Seeds of Dissension Linger
Nearly 200 protesters cupping red and white candles formed a glimmering fortress around Los Angeles' largest urban garden Sunday evening in a final effort to hold on to the cilantro, chayote and sense of community they have cultivated for more than a decade.
After nearly 20 years of uncertainty, the fate of these 14 acres in South Los Angeles was finally decided in court earlier this month. The land, known as the South Central Community Garden, must be turned over to its owner, who plans to build a warehouse on it.
Some of the 350 farmers, who have tilled the land under a temporary agreement that stretched to 13 years, say they would turn to civil disobedience -- perhaps even protecting the plants with their bodies -- in a last desperate attempt to save the garden.
Families have been camping on the site, fearful that the locks would be changed in the dark of night. They had several meetings last week to try to rally public support to preserve their verdant plots. Activists have converged on the site to help organize peaceful protests.
Standing in front of a sign that read, "L.A. needs more farm land," a young boy smashed a cardboard depiction of a bulldozer with a gardening hoe. An organizer shouted, "This is what we're going to do when the bulldozers come."
The landowner, Ralph Horowitz, who has been through a legal odyssey of his own, said he won't change his mind. And he has a string of court victories to back him. The warehouse is coming, he said last week in an interview. He has a few more court hearings aimed at carrying out the legal eviction, which probably will involve sheriff's deputies to serve notices to the farmers to abandon the site.
"If they ever had a shot, which they really never did, all that stuff is over," said Horowitz.
He said the gardeners want to use the land "forever without having to pay any taxes, without having to buy it." People who lounge on blankets in a public park cannot lay claim to that land, Horowitz said, so why should the farmers be allowed to squat on his? He pays for the land, he said, and every day that passes with the farmers on it, he loses money.
The land has been mired in dispute since the mid-1980s, when the city used its legal powers to forcefully buy the property from Horowitz for a trash-to-energy incinerator.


▶ _Task_: Filter the data below for the string "Note" and copy each matching line.

Interface dataset entries
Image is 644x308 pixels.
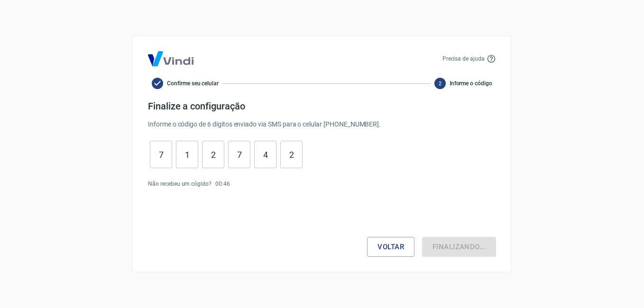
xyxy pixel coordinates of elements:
p: 00 : 46 [215,180,230,188]
p: Não recebeu um cógido? [148,180,212,188]
button: Voltar [367,237,415,257]
p: Informe o código de 6 dígitos enviado via SMS para o celular [PHONE_NUMBER] . [148,120,496,129]
p: Precisa de ajuda [443,54,485,63]
h4: Finalize a configuração [148,100,496,112]
span: Confirme seu celular [167,80,219,88]
text: 2 [439,81,442,87]
img: Logo Vind [148,51,194,66]
span: Informe o código [449,80,492,88]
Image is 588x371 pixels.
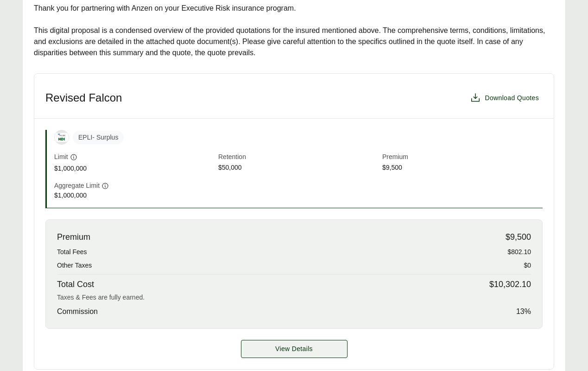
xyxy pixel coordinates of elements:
[516,306,531,317] span: 13 %
[54,191,215,201] span: $1,000,000
[57,231,90,244] span: Premium
[54,152,68,162] span: Limit
[57,247,87,257] span: Total Fees
[241,340,347,358] a: Revised Falcon details
[54,164,215,174] span: $1,000,000
[57,261,92,271] span: Other Taxes
[467,88,543,107] button: Download Quotes
[218,152,378,163] span: Retention
[383,152,543,163] span: Premium
[57,306,98,317] span: Commission
[241,340,347,358] button: View Details
[45,91,122,105] h3: Revised Falcon
[57,293,531,302] div: Taxes & Fees are fully earned.
[54,181,100,191] span: Aggregate Limit
[485,93,539,103] span: Download Quotes
[34,3,554,59] div: Thank you for partnering with Anzen on your Executive Risk insurance program. This digital propos...
[275,344,313,354] span: View Details
[489,278,531,291] span: $10,302.10
[508,247,531,257] span: $802.10
[57,278,94,291] span: Total Cost
[54,133,68,142] img: Falcon Risk - HDI
[218,163,378,174] span: $50,000
[524,261,531,271] span: $0
[383,163,543,174] span: $9,500
[505,231,531,244] span: $9,500
[73,131,124,144] span: EPLI - Surplus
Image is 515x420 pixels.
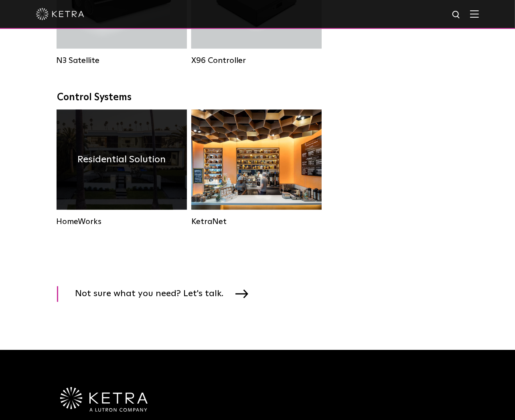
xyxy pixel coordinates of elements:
[191,56,322,65] div: X96 Controller
[57,109,187,226] a: HomeWorks Residential Solution
[57,92,458,104] div: Control Systems
[57,286,258,302] a: Not sure what you need? Let's talk.
[236,289,248,298] img: arrow
[191,217,322,226] div: KetraNet
[60,387,147,412] img: Ketra-aLutronCo_White_RGB
[470,10,479,18] img: Hamburger%20Nav.svg
[36,8,84,20] img: ketra-logo-2019-white
[75,286,236,302] span: Not sure what you need? Let's talk.
[452,10,461,20] img: search icon
[77,152,165,167] h4: Residential Solution
[57,217,187,226] div: HomeWorks
[57,56,187,65] div: N3 Satellite
[191,109,322,226] a: KetraNet Legacy System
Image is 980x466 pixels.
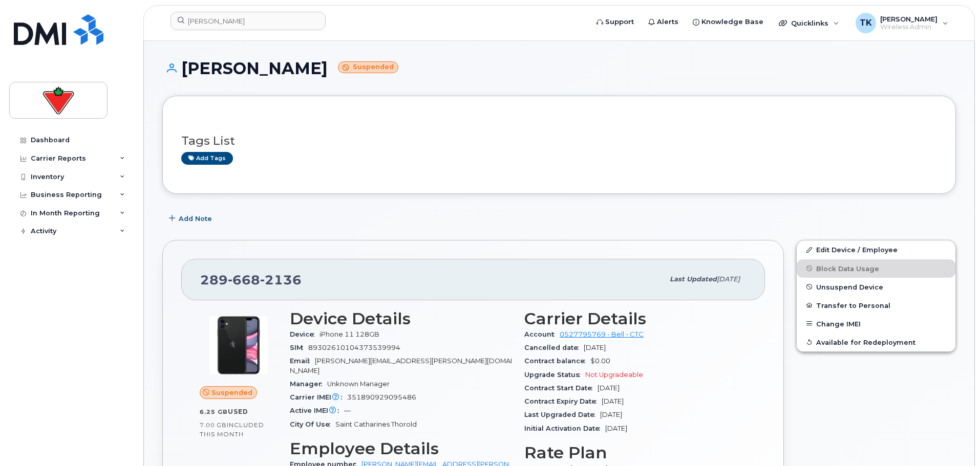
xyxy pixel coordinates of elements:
[584,344,605,352] span: [DATE]
[327,380,390,388] span: Unknown Manager
[524,344,584,352] span: Cancelled date
[524,410,600,419] span: Last Upgraded Date
[597,384,620,391] span: [DATE]
[605,424,627,432] span: [DATE]
[524,443,746,462] h3: Rate Plan
[289,309,512,328] h3: Device Details
[289,357,512,373] span: [PERSON_NAME][EMAIL_ADDRESS][PERSON_NAME][DOMAIN_NAME]
[796,315,955,333] button: Change IMEI
[590,357,610,365] span: $0.00
[200,421,264,438] span: included this month
[796,333,955,352] button: Available for Redeployment
[815,338,915,346] span: Available for Redeployment
[289,380,327,388] span: Manager
[716,275,740,283] span: [DATE]
[796,240,955,259] a: Edit Device / Employee
[211,388,253,397] span: Suspended
[179,214,212,223] span: Add Note
[320,331,379,338] span: iPhone 11 128GB
[670,275,716,283] span: Last updated
[559,331,643,338] a: 0527795769 - Bell - CTC
[335,421,416,428] span: Saint Catharines Thorold
[524,309,746,328] h3: Carrier Details
[289,421,335,428] span: City Of Use
[524,424,605,432] span: Initial Activation Date
[289,357,315,365] span: Email
[200,408,228,415] span: 6.25 GB
[289,440,512,457] h3: Employee Details
[524,331,559,338] span: Account
[163,60,955,78] h1: [PERSON_NAME]
[524,371,585,378] span: Upgrade Status
[524,357,590,365] span: Contract balance
[796,278,955,296] button: Unsuspend Device
[163,209,220,228] button: Add Note
[796,296,955,315] button: Transfer to Personal
[228,407,248,415] span: used
[289,331,320,338] span: Device
[815,283,883,290] span: Unsuspend Device
[600,410,621,419] span: [DATE]
[289,393,347,401] span: Carrier IMEI
[289,406,344,414] span: Active IMEI
[524,397,602,406] span: Contract Expiry Date
[228,272,260,287] span: 668
[347,393,416,401] span: 351890929095486
[585,371,643,378] span: Not Upgradeable
[796,259,955,278] button: Block Data Usage
[260,272,302,287] span: 2136
[344,406,351,414] span: —
[182,152,233,164] a: Add tags
[289,344,308,352] span: SIM
[602,397,623,406] span: [DATE]
[524,384,597,391] span: Contract Start Date
[200,422,227,428] span: 7.00 GB
[201,272,302,287] span: 289
[308,344,400,352] span: 89302610104373539994
[208,315,270,376] img: iPhone_11.jpg
[338,61,398,73] small: Suspended
[182,134,936,147] h3: Tags List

▶ _Solution below_:
[179,214,212,223] span: Add Note
[163,209,220,228] button: Add Note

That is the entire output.